No, Paul is thinking about this little fledgling
community in Philippi, and he is trying to do something that will ensure that
these young fledgling Christians in Philippi are not maltreated once Paul and
Silas are gone. And he puts the fear of God in them and demands–and here you’ve
got this astonishing scene of these magistrates, these high and mighty
magistrates who have beaten Paul and Silas so their backs are a bloody shred,
and now here they are and they’re pleading and begging with Paul and Silas to
leave the city, lest there be some kind of civil riot, and the mob–the
‘rent-a-mob’ mentality arise again.

And you notice one more mark of the true nature of
the Philippian jailer’s conversion, that we read that he rejoiced greatly

(vs. 34):

“He brought them into his house and set food before them, and rejoiced greatly,
having believed in God with his whole household.”
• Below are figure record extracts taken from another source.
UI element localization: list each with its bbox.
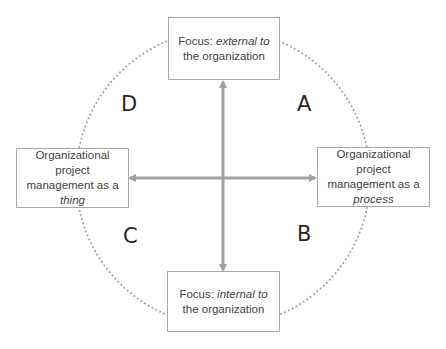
- right-box-emphasis: process: [353, 193, 393, 205]
- top-box-suffix: the organization: [183, 50, 265, 62]
- top-box-emphasis: external to: [216, 35, 270, 47]
- quadrant-label-a: A: [297, 92, 311, 116]
- right-box-line1: Organizational: [336, 148, 410, 160]
- left-box-line3: management as a: [26, 179, 118, 191]
- bottom-box-prefix: Focus:: [179, 288, 217, 300]
- bottom-box-suffix: the organization: [183, 303, 265, 315]
- quadrant-label-d: D: [121, 92, 137, 116]
- top-box-prefix: Focus:: [178, 35, 216, 47]
- right-box-line3: management as a: [327, 178, 419, 190]
- bottom-box-internal-focus: Focus: internal to the organization: [167, 271, 280, 332]
- quadrant-label-b: B: [297, 222, 311, 246]
- left-box-opm-thing: Organizational project management as a t…: [16, 148, 129, 208]
- bottom-box-emphasis: internal to: [217, 288, 268, 300]
- left-box-line1: Organizational: [35, 149, 109, 161]
- left-box-emphasis: thing: [60, 194, 85, 206]
- right-box-opm-process: Organizational project management as a p…: [317, 147, 430, 207]
- quadrant-label-c: C: [123, 224, 138, 248]
- right-box-line2: project: [356, 163, 391, 175]
- top-box-external-focus: Focus: external to the organization: [168, 17, 280, 80]
- left-box-line2: project: [55, 164, 90, 176]
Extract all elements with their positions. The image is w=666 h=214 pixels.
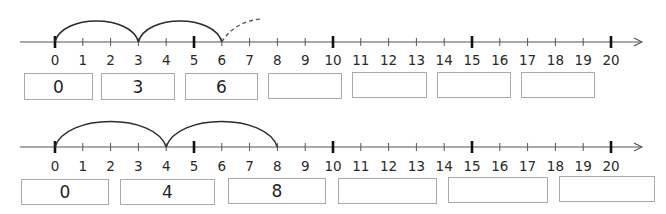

There was joy, joy unspeakable and full of glory, the joy
that only those who know their sin is forgiven can relate — the joy of knowing
that we have peace with God, the joy of knowing that we are in union and
communion with Jesus Christ, who is risen from the dead, the joy of knowing that
if we die we go immediately into the presence of God, the joy that reasons that
whatever providence, whatever circumstance befalls us–as we heard in a song this
evening– that we are kept in the shadow of the Almighty, and we are kept by the
power of God.

Three cameo portraits of a prosperous woman and a
young slave girl, and a man of the world in the Philippian jailer, and all three
of them from different social backgrounds…different characters and different
temperaments…and all three of them are brought to a saving knowledge of Christ
by the same way: by faith alone in Jesus Christ alone.

I was reading the other day the biography of Lord
Kenneth Clark. Some of you will recall Kenneth Clark from a very popular TV
series called Civilization, and one of those coffee books you know came
out as a result of it…and it may be sitting on your coffee table. He said during
the making of that show, that series of programs that he made about Western
civilization, that he experienced something quite extraordinary when he was
filming in a church, and he spoke about being “irradiated with heavenly joy.”
And then he says the thought came to him that if he told his family this, they
would think that he was quite mad. And he says, “I was too deeply imbedded in
the world to change the course of my life.” And as far as I know, he died in
unbelief, as he had lived.

My friends, this Philippian jailer said to himself it
was now or never. He wanted to know the answer to the question, “What must I do
to be saved?” And hearing that all that he had to do was to stretch out empty
hands and embrace Christ as He is offered in the gospel, freely to sinners like
you and me, he laid hold of Christ by the Spirit, and God granted him the joy of
knowing that his sins were forgiven. It is the most important question in all
the world. It’s the question, and you, and you, and you, and me…we all of us
have to ask that question: “What must I do to be saved?” And the answer, my
friend, is believe in Jesus Christ with all your heart and all your soul, and
you will be saved, you and your household.

Let’s pray together.

Father in heaven, we thank You for the gospel, for
free and sovereign grace, for an assurance that trusting in Christ, in Christ
alone, in Christ’s death and expiation and propitiatory work, forsaking all, I
take Him. We thank You for the joy that comes to those who do just that; the joy
of forgiveness; the joy that now are we the sons of God, and it doth not yet
appear what we shall be. Lord, I pray this evening for anyone in this building
who has yet to ask that question. Holy Spirit, grant them no rest. Surround them
with those earth-shaking providences that force them to exclaim, “What must I do
to be saved?” and may they hear those sweet notes: “Believe on the Lord Jesus
Christ, and you will be saved.” For Jesus’ sake. Amen.

Please stand and receive the Lord’s benediction.

Grace, mercy, and peace from God our Father and
the Lord Jesus Christ be with you all. Amen.